When a child is young and still developing, it is important to engage or activate each of the sensory systems so that they can integrate and grow into one cohesive sensory system.

DIS preschool teachers strive to provide stimulating, sensory opportunities in the classroom, in sport, and in outside play.

Inquiry-based Learning

Inquiry is the leading pedagogical approach of the whole of the Primary Years Programme and is recognised as allowing children to be actively involved in their own learning and to take responsibility for that learning. Inquiry allows each child’s understanding of the world to develop in a manner and at a rate that is unique to that student. Though inquiry may take different forms such as play-based inquiry, child-led inquiry, and educator-led inquiry, in the broadest sense, inquiry is the process initiated by the students or the teacher that moves the students from their current level of understanding to a new and deeper level of understanding.
 

The inquiry process includes:

  • Exploring, wondering and questioning
  • Experimenting and playing with possibilities
  • Making connections between previous learning and current learning
  • Making predictions and acting purposefully to see what happens
  • Collecting data and reporting findings
  • Clarifying existing ideas and reappraising perceptions of events
  • Deepening understanding through the application of a concept
  • Making and testing theories
  • Researching and seeking information
  • Taking and defending a position
  • Solving problems in a variety of ways

What do we teach at the Preschool?

The IB organization provides a framework for curriculum which includes six organizing themes, in essence, “big ideas” about our world and who we are. The groups of 3-5 year olds work on four of the six units during a school year. Sometimes topics for this age group span over a period of four to six weeks. However, others are enjoyed all year long.

Theme Year A Year B
Who we are Children develop a sense of self as they grow. Through play, we discover new ideas and understandings.
How we express ourselves People may express feelings and ideas in different ways.
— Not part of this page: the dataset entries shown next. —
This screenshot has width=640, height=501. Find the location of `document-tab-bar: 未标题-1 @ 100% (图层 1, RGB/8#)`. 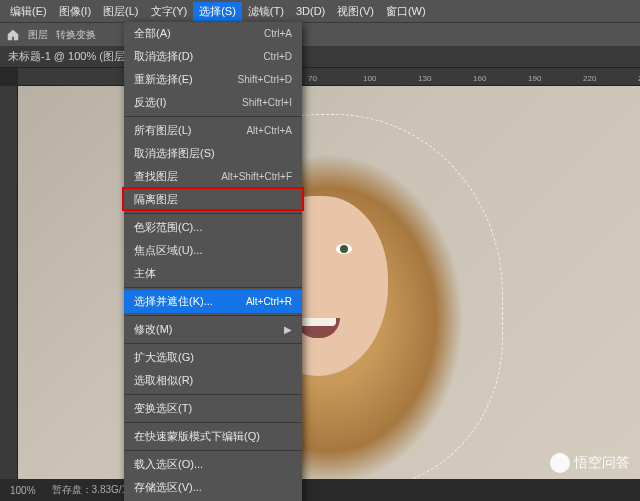

document-tab-bar: 未标题-1 @ 100% (图层 1, RGB/8#) is located at coordinates (320, 57).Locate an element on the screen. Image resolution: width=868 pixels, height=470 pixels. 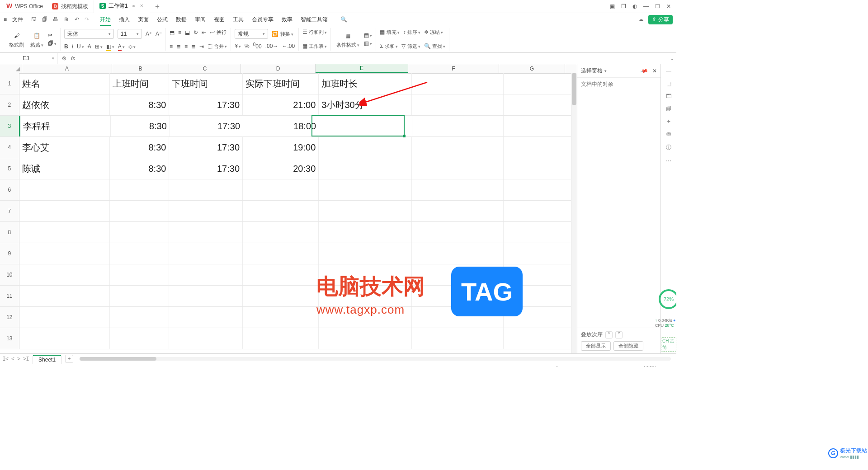
fullscreen-icon: ⤢ is located at coordinates (670, 366).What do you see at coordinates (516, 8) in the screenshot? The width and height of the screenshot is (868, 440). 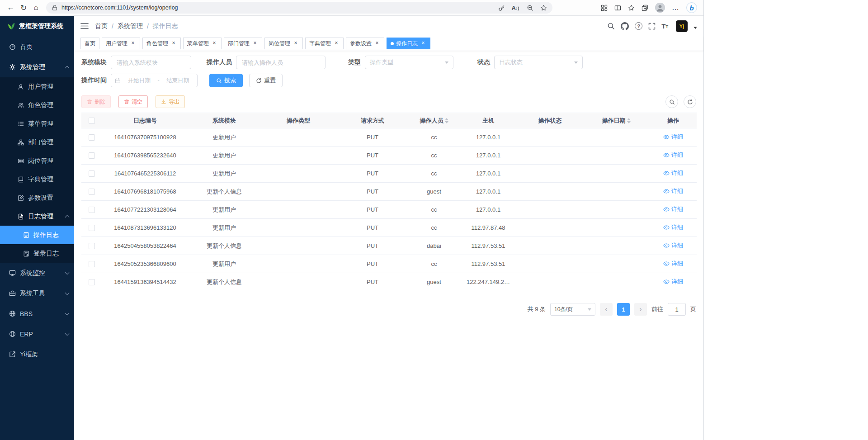 I see `read-aloud-icon: A` at bounding box center [516, 8].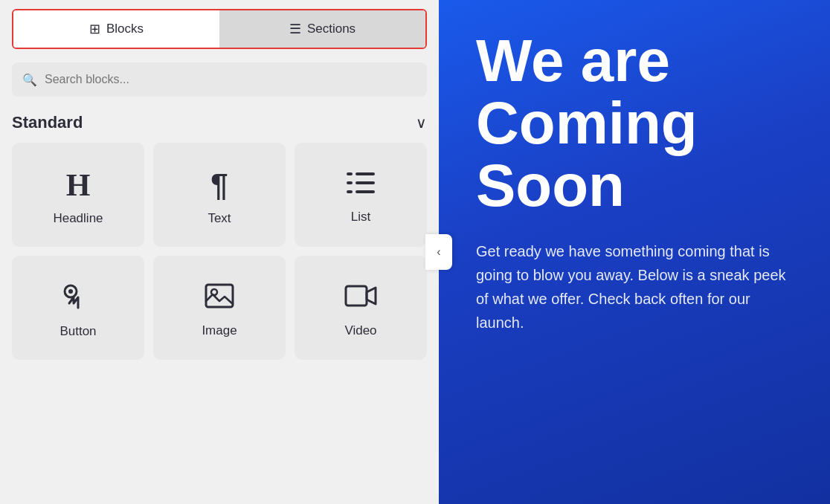 The width and height of the screenshot is (830, 504). What do you see at coordinates (361, 185) in the screenshot?
I see `list-icon` at bounding box center [361, 185]. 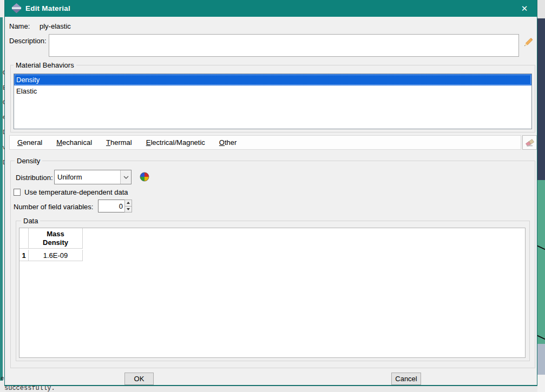 What do you see at coordinates (406, 378) in the screenshot?
I see `cancel-button: Cancel` at bounding box center [406, 378].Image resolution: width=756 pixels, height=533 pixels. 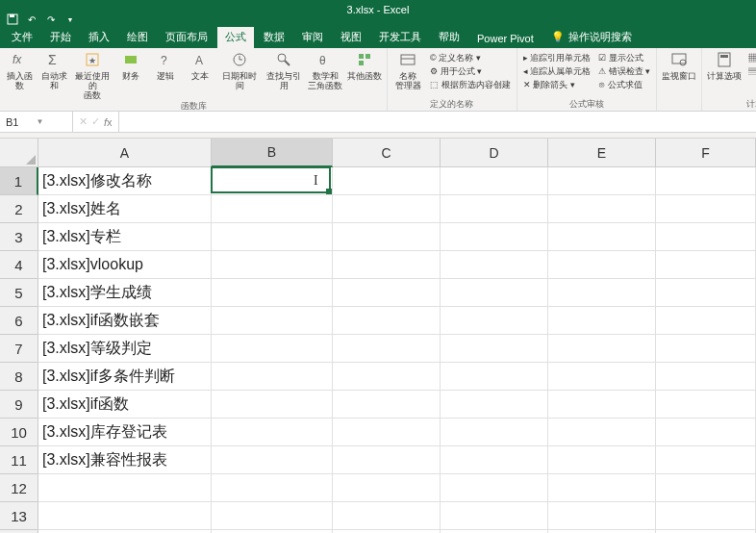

People use rhythm and rhyme to express themselves.
Sharing the planet   Woods are important to the lives of people and animals.
How the world works Water exists in different forms and has different uses. Light helps us understand the world around us.
How we organize ourselves People have roles to help communities function.  

Things to Know About Bilingual Education

Whilst English is our primary target language, children are immersed in both German and English as the everyday language of conversation and activity. The target language is used in age-appropriate ways and authentic contexts of the children’s everyday life. The focus is on the languages as means of communication.

Each language is ’recycled’ through songs, stories read aloud, poems, role plays, class routines, experiments and inquiry to encourage a deeper understanding. Parents are encouraged and advised to verbally interact with and read to their children in their mother tongue. The stronger the child’s mother tongue language, the stronger additional languages will be.

Assessment

Assessment is integral to all teaching and learning. The purpose of assessment is to promote student learning, to provide information about student learning and to contribute to the evaluation of the effectiveness of the programme. Much of the assessment documentation for young children is accomplished through anecdotal notes and photography. Children may also explain and demonstrate their knowledge with manipulatives or pictures. Four tools for reporting on children’s development are parent conferences, student portfolios, yearly or semester reports, and student-led conferences. A developmental progress report is given in June to parents of children 1 to 3. Semester report cards are issued for children age 3 to 6.

Diversified Range of Activities

When possible, the preschool and kindergarten teachers plan age-appropriate field trips or guest speakers to provide students with first-hand, personal experiences.

Such trips in the past included a fire station, science lab, hospital, restaurant, Leo Mini Cup, Dresden Zoo, and the public library.